RedBlackTree.lowerBound

Ali Çehreli acehreli at yahoo.com
Sun Feb 19 15:31:12 PST 2012


Note: I have written the following by ignoring the RedBlackTree in the 
title. I have been thinking about std.range.lowerBound, but I think they 
have the same semantics.

On 02/19/2012 01:44 PM, Ellery Newcomer wrote:
 > Is it just me or are lowerBound and upperBound really unintuitively
 > named? From DDOC:

Perhaps. Though I have grown to appreciate historical accidents in 
general. They give character to everything. :)

 > c.lowerBound(v) Returns a range of all elements strictly less than v
 > c.upperBound(v) Returns a range of all elements strictly greater than v.
 >
 > So c.lowerBound(v) will return a range for which v is the .. upper bound
 > noninclusive. And c.upperBound(v) the lower bound noninclusive.
 >
 >
 > Over in the STL, we have set::lower_bound and set::upper_bound, but
 > these are different in two ways
 >
 > 1) they return iterators
 > 1.a) lower_bound is kinda meant to be a starting iterator,

If we go with the convention of open-ended ranges, lower_bound can be 
seen as the end iterator. So, the pair of c.begin() and c.lower_bound() 
is the equivalent of C.lowerBound().

 > upper_bound
 > is kinda meant to be a ending iterator. kinda.

With the same logic above, the pair of c.upper_bound() and c.end() make 
another range where c.upper_bound() is included in the range. And that 
is the equivalent of C.upperBound()

That's how I have been seeing lower_bound and upper_bound.

 > Anyways:
 > c.lower_bound(v) points to the first element less than or equal to v
 > c.upper_bound(v) points to the first element strictly greater than v
 >
 > So iterators are like these half-ranges, they aren't really useful by
 > themselves but you can pair them up and stuff.
 >
 > Consider the ordered set C = {1,2,3,4,5}.
 >
 > if you want the range [3,inf) intersect C, over in the STL you'd use the
 > pair (C.lower_bound(3), C.end()).

Personally, I've never thought of lower_bound() as the beginning of a range.

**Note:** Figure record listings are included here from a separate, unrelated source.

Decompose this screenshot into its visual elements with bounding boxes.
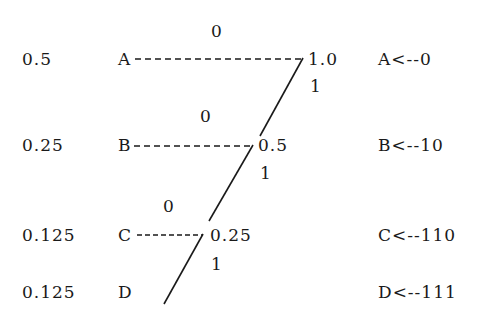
code-b: B<--10: [378, 137, 444, 154]
code-a: A<--0: [378, 51, 432, 68]
symbol-c: C: [118, 227, 132, 244]
branch-label-zero-c: 0: [163, 198, 175, 215]
branch-label-one-a: 1: [310, 78, 322, 95]
probability-d: 0.125: [22, 284, 76, 301]
node-value-0-25: 0.25: [210, 227, 252, 244]
probability-b: 0.25: [22, 137, 64, 154]
code-d: D<--111: [378, 284, 457, 301]
probability-c: 0.125: [22, 227, 76, 244]
node-value-1-0: 1.0: [308, 51, 338, 68]
symbol-b: B: [118, 137, 132, 154]
symbol-a: A: [118, 51, 131, 68]
code-c: C<--110: [378, 227, 456, 244]
branch-label-one-b: 1: [260, 165, 272, 182]
branch-label-zero-b: 0: [200, 108, 212, 125]
edge-a-one: [260, 58, 303, 136]
branch-label-zero-a: 0: [211, 23, 223, 40]
edge-b-one: [209, 145, 253, 221]
node-value-0-5: 0.5: [258, 137, 288, 154]
edge-c-one: [164, 234, 203, 304]
branch-label-one-c: 1: [211, 256, 223, 273]
probability-a: 0.5: [22, 51, 52, 68]
symbol-d: D: [118, 284, 133, 301]
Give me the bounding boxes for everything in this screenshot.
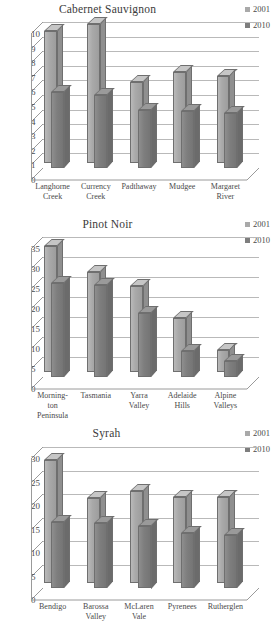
bar-front-face [138, 110, 151, 168]
x-axis-category-label: CurrencyCreek [74, 182, 117, 202]
x-axis-category-line: River [204, 192, 247, 202]
bar-2010 [224, 361, 237, 377]
legend-label-2001: 2001 [253, 220, 270, 229]
bar-group [161, 447, 204, 588]
bar-layer [31, 237, 259, 377]
x-axis-category-label: Rutherglen [204, 602, 247, 612]
bar-layer [31, 447, 259, 588]
bar-group [161, 237, 204, 377]
bar-group [31, 237, 74, 377]
x-axis-category-label: AdelaideHills [161, 391, 204, 411]
bar-side-face [151, 519, 157, 588]
bar-side-face [194, 526, 200, 588]
bar-side-face [237, 528, 243, 588]
x-axis-category-line: Tasmania [74, 391, 117, 401]
x-axis-category-label: MargaretRiver [204, 182, 247, 202]
bar-front-face [138, 526, 151, 589]
x-axis-category-label: Pyrenees [161, 602, 204, 612]
x-axis-category-line: McLaren [117, 602, 160, 612]
bar-group [204, 447, 247, 588]
x-axis-category-line: Margaret [204, 182, 247, 192]
bar-2010 [51, 522, 64, 588]
x-axis-category-label: Padthaway [117, 182, 160, 192]
bar-side-face [237, 106, 243, 168]
bar-2010 [181, 351, 194, 377]
bar-front-face [181, 111, 194, 168]
bar-front-face [138, 313, 151, 377]
legend-swatch-2001 [245, 222, 250, 227]
x-axis-category-line: Valley [74, 612, 117, 622]
x-axis-category-line: Pyrenees [161, 602, 204, 612]
bar-side-face [64, 85, 70, 168]
x-axis-category-line: ton [31, 401, 74, 411]
x-axis-category-line: Valleys [204, 401, 247, 411]
bar-front-face [51, 92, 64, 168]
x-axis-category-line: Rutherglen [204, 602, 247, 612]
bar-2010 [138, 110, 151, 168]
bar-2010 [224, 113, 237, 168]
x-axis-category-label: AlpineValleys [204, 391, 247, 411]
x-axis-category-line: Peninsula [31, 411, 74, 421]
bar-front-face [51, 283, 64, 377]
chart-title: Cabernet Sauvignon [0, 3, 273, 15]
bar-side-face [64, 276, 70, 377]
bar-group [117, 237, 160, 377]
x-axis-category-line: Adelaide [161, 391, 204, 401]
bar-group [31, 22, 74, 168]
bar-side-face [194, 344, 200, 377]
x-axis-category-line: Langhorne [31, 182, 74, 192]
bar-2010 [94, 285, 107, 377]
bar-front-face [181, 351, 194, 377]
legend-label-2001: 2001 [253, 5, 270, 14]
legend-label-2001: 2001 [253, 429, 270, 438]
x-axis-category-label: YarraValley [117, 391, 160, 411]
bar-group [31, 447, 74, 588]
bar-layer [31, 22, 259, 168]
chart-panel-syrah: Syrah 2001 2010 051015202530 BendigoBaro… [0, 423, 273, 638]
bar-2010 [51, 283, 64, 377]
x-axis-category-line: Bendigo [31, 602, 74, 612]
x-axis-category-line: Alpine [204, 391, 247, 401]
bar-group [204, 237, 247, 377]
legend-item: 2001 [245, 220, 270, 229]
x-axis-category-line: Vale [117, 612, 160, 622]
bar-2010 [224, 535, 237, 588]
bar-2010 [51, 92, 64, 168]
x-axis-category-label: McLarenVale [117, 602, 160, 622]
bar-2010 [181, 533, 194, 588]
chart-panel-cabernet-sauvignon: Cabernet Sauvignon 2001 2010 01234567891… [0, 0, 273, 215]
x-axis-category-line: Barossa [74, 602, 117, 612]
bar-side-face [151, 306, 157, 377]
bar-2010 [94, 523, 107, 588]
legend-swatch-2001 [245, 431, 250, 436]
axis-floor [31, 377, 259, 389]
chart-title: Pinot Noir [0, 218, 273, 230]
plot-area: 012345678910 [31, 22, 259, 180]
x-axis-category-label: BarossaValley [74, 602, 117, 622]
bar-side-face [194, 104, 200, 168]
bar-side-face [151, 103, 157, 168]
x-axis-category-label: LanghorneCreek [31, 182, 74, 202]
bar-group [74, 237, 117, 377]
bar-2010 [138, 313, 151, 377]
x-axis-category-label: Bendigo [31, 602, 74, 612]
bar-group [74, 22, 117, 168]
bar-front-face [94, 285, 107, 377]
legend-swatch-2001 [245, 7, 250, 12]
x-axis-category-line: Creek [31, 192, 74, 202]
x-axis-category-label: Tasmania [74, 391, 117, 401]
bar-2010 [138, 526, 151, 589]
bar-front-face [51, 522, 64, 588]
x-axis-category-line: Yarra [117, 391, 160, 401]
bar-2010 [94, 95, 107, 168]
bar-2010 [181, 111, 194, 168]
chart-title: Syrah [0, 427, 273, 439]
x-axis-category-label: Mudgee [161, 182, 204, 192]
bar-group [117, 447, 160, 588]
x-axis-category-line: Currency [74, 182, 117, 192]
legend-item: 2001 [245, 5, 270, 14]
bar-group [161, 22, 204, 168]
bar-front-face [94, 523, 107, 588]
x-axis-category-line: Valley [117, 401, 160, 411]
plot-area: 051015202530 [31, 447, 259, 600]
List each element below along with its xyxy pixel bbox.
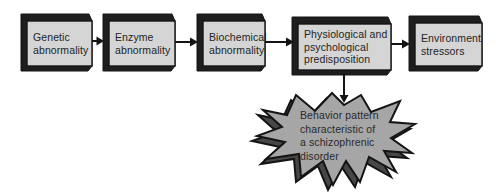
arrow-genetic-to-enzyme bbox=[92, 37, 104, 46]
box-biochemical-abnormality-label: Biochemical abnormality bbox=[203, 21, 265, 66]
flow-diagram: Genetic abnormality Enzyme abnormality B… bbox=[0, 0, 499, 195]
arrow-biochemical-to-physiological bbox=[265, 38, 294, 47]
box-environment-stressors-label: Environment stressors bbox=[415, 23, 482, 66]
arrow-physiological-to-environment bbox=[391, 40, 410, 49]
box-genetic-abnormality-label: Genetic abnormality bbox=[27, 21, 92, 66]
box-physiological-psychological-predisposition-label: Physiological and psychological predispo… bbox=[298, 24, 391, 70]
arrow-enzyme-to-biochemical bbox=[175, 38, 198, 47]
arrow-predisposition-to-behavior bbox=[340, 73, 349, 103]
box-enzyme-abnormality-label: Enzyme abnormality bbox=[109, 21, 175, 66]
starburst-label: Behavior pattern characteristic of a sch… bbox=[300, 109, 402, 163]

 > Here, I guess you'd use
 > C.upperBound(2). Similarly,
 >
 > (-inf, 3) -> (C.begin(), C.lower_bound(3)) vs C.lowerBound(3)
 > (-inf, 3] -> (C.begin(), C.upper_bound(3)) vs C.lowerBound(4)
 > (3, inf) -> (C.upper_bound(3), C.end()) vs C.upperBound(3)
 > [3, inf) -> (C.lower_bound(3), C.end()) vs C.upperBound(4) // yeah, well
 > I couldn't find it in the text above quickly enough
 > [2, 4) -> (C.lower_bound(2), C.lower_bound(4)) vs ???
 > (2, 4) -> (C.upper_bound(2), C.lower_bound(4)) vs ???
 > [2, 4] -> (C.lower_bound(2), C.upper_bound(4)) vs ???
 > (2, 4] -> (C.upper_bound(2), C.upper_bound(4)) vs ???
 >
 > So now two things emerge that I wasn't exactly going for when I started
 > this rumination, but hey:
 >
 > 1) lowerBound and upperBound are actually not especially useful as they
 > capture only a small subset of the functionality of lower_bound and
 > upper_bound

Iterators look more capable because they are a lower-lever abstraction. 
But I don't think closed-ended ranges are natural to C++ or D 
programmers anyway, so we should exclude those cases.

Phobos has other ranges that provide what lowerBound() and 
C.upperBound() seemingly lack. For example std.range.trisect() is very 
useful.

 > 2) lower_bound and upper_bound are versatile, but rather unreadable

I will again refer to Andrei's article:

   http://www.informit.com/articles/printerfriendly.aspx?p=1407357

Andrei acknowledges the power of iterators under the heading 
"Weaknesses" and points at some range solutions.

 > 3) D can do better than this.
 >
 > Suppose instead of having lowerBound and upperBound we have
 >
 > bound!(string boundary = "[")(one_end) // possible: "[","(","]",")"
 > bounds!(string boundaries = "[]")(lower, upper) // kinda like
 > std.random.uniform

Yes, that looks powerful but open-ended'ness is the norm. (Except, when 
we really want to include the T.max value. :-/)

 > Anyways, back to the topic at hand.
 >
 > I don't see much if any correlation between STL's lower bound and upper
 > bound and std.container's, and I don't see much use of the current
 > names/semantics except for confusing people, so I think at the very
 > least the names should be changed to something like
 >
 > belowBound
 > aboveBound
 >
 >
 > Am I missing anything?

They are valid points but I think it is because you are seeing 
lower_bound and upper_bound more flexible than they are intended use. At 
least that's always been my understanding.